"So bad that it makes you forget how good the songs are": the story of the incomprehensible Bob Dylan musical that was killed by Bob Dylan fans

The cast take a bow on the opening night of The Times They Are a-Changin'
The cast take a bow on the opening night of The Times They Are A-Changin' (Image credit: Andrew H. Walker)

Twyla Tharp knew what she was doing. An award-winning choreographer and a pioneer of crossover ballet – in which traditional dance moves are allied with popular music – she had a string of successful productions under her belt.

In 1973 Tharp choreographed Deuce Coupe, a ballet set to the music of The Beach Boys. 1980's Short Stories used material by Bruce Springsteen and Supertramp. The following year she collaborated with David Byrne on the critically-acclaimed The Catherine Wheel. In 2002 she put together Movin' Out, a jukebox musical based on the songs of Billy Joel. It ran for more than 1000 performances and earned nine Tony Award nominations. 

And then Bob Dylan came a-callin', and he wanted one too.

"Bob Dylan is charming, smart, funny-and, like Billy Joel, very busy," Tharp wrote, in her 2009 bestseller The Collaborative Habit. "When he called to suggest that we collaborate on a dance musical, it was clear that I would be filling in most of the dotted lines. And that was a blinking yellow light, for Dylan's catalogue is massive. Before I started looking through it in search of a dramatic thread, I thought to prove to myself – and to reassure us both – that his songs were danceable."

Having established that the songs were indeed danceable, Tharp got to work. A year of research and preparation was followed by 18 months of casting, rehearsing, and workshops, before Dylan himself attended a private performance at the Old Globe Theatre in San Diego. 

"He arrived early," wrote Tharp. "He paid close attention. He gave his blessing. And off he went."

The show, titled The Times They Are A-Changin', opened in February 2006 at the Old Globe, before transferring to the Brooks Atkinson Theatre in New York in October. The story was set in a travelling circus inhabited by Captain Arab (a reference to  Dylan's 115th Dream) and a ragtag band of clowns and performers (perplexingly regular staples of Dylan songs in the 1960s). 

The New York critics hated it. Entertainment Weekly called the production "utterly wrongheaded." Rolling Stone wrote that The Times They Are A-Changin' was hard to describe "without making it sound like a stoned nightmare." The Wall Street Journal wrote that it was "so bad that it makes you forget how good the songs are", while Variety described a scene in which the cast "stride about aimlessly while assorted clowns skip, tumble, flip and bounce."

The reviews took their toll, and the show closed within a month. The New York Times, who called the plot "nearly incomprehensible" called the closure "a mercy killing."

Judging by some truly wince-inducing footage of star Michael Arden performing an extraordinarily clunky routine to Like A Rolling Stone on a 2006 episode of The View, early closure was an artistically appropriate decision, but Tharp was having none of it. Instead, she laid some of the blame on Dylan's fans amongst the press.   

"Like Movin’ Out, the Dylan evening enjoyed a lot of success," wrote Tharp. "Unlike Movin’ Out, it generated a lot of controversy. And, from a commercial standpoint, it closed distressingly early.

"On one level, the problem wasn’t me, it was Dylan’s quite possessive fan base. His acolytes don’t just adore him, they feel they own him. So while my interpretation of Dylan’s songs was legitimate, it wasn’t wise. Dylan didn’t mind a new way of looking at his work. His fans did."

Fraser Lewry

Online Editor at Louder/Classic Rock magazine since 2014. 38 years in music industry, online for 25. Also bylines for: Metal Hammer, Prog Magazine, The Word Magazine, The Guardian, The New Statesman, Saga, Music365. Former Head of Music at Xfm Radio, A&R at Fiction Records, early blogger, ex-roadie, published author. Once appeared in a Cure video dressed as a cowboy, and thinks any situation can be improved by the introduction of cats. Favourite Serbian trumpeter: Dejan Petrović.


* Exercise instructions:
Whenever a line in the entries includes the word "series", copy that line out.

* Study material:
....................
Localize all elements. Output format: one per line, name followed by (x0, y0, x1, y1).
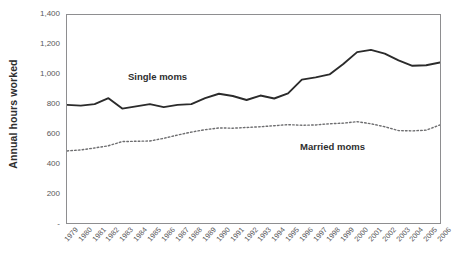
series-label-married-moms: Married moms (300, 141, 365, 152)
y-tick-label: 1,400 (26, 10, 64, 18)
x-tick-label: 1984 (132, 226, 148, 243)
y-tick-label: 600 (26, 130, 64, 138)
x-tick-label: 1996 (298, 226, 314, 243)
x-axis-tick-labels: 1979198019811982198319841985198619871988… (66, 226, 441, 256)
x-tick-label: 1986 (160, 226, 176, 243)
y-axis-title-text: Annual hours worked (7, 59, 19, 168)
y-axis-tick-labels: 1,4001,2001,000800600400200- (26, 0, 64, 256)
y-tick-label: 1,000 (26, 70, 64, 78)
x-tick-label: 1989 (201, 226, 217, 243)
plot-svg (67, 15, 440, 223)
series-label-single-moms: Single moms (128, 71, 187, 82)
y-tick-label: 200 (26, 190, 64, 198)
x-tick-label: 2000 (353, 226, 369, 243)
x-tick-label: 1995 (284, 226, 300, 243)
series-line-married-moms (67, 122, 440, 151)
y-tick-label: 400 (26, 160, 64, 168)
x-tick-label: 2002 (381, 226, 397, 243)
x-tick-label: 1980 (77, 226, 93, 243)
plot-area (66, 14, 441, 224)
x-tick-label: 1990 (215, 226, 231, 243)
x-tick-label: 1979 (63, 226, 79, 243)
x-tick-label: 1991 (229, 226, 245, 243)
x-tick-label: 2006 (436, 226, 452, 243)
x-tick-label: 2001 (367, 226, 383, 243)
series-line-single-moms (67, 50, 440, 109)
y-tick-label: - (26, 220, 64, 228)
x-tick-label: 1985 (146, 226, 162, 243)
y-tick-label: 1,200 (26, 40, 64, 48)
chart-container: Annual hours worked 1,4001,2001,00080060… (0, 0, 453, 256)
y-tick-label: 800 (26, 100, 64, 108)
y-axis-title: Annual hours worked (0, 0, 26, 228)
....................
* Your solution:
series-label-married-moms: Married moms (300, 141, 365, 152)
series-label-single-moms: Single moms (128, 71, 187, 82)
series-line-married-moms (67, 122, 440, 151)
series-line-single-moms (67, 50, 440, 109)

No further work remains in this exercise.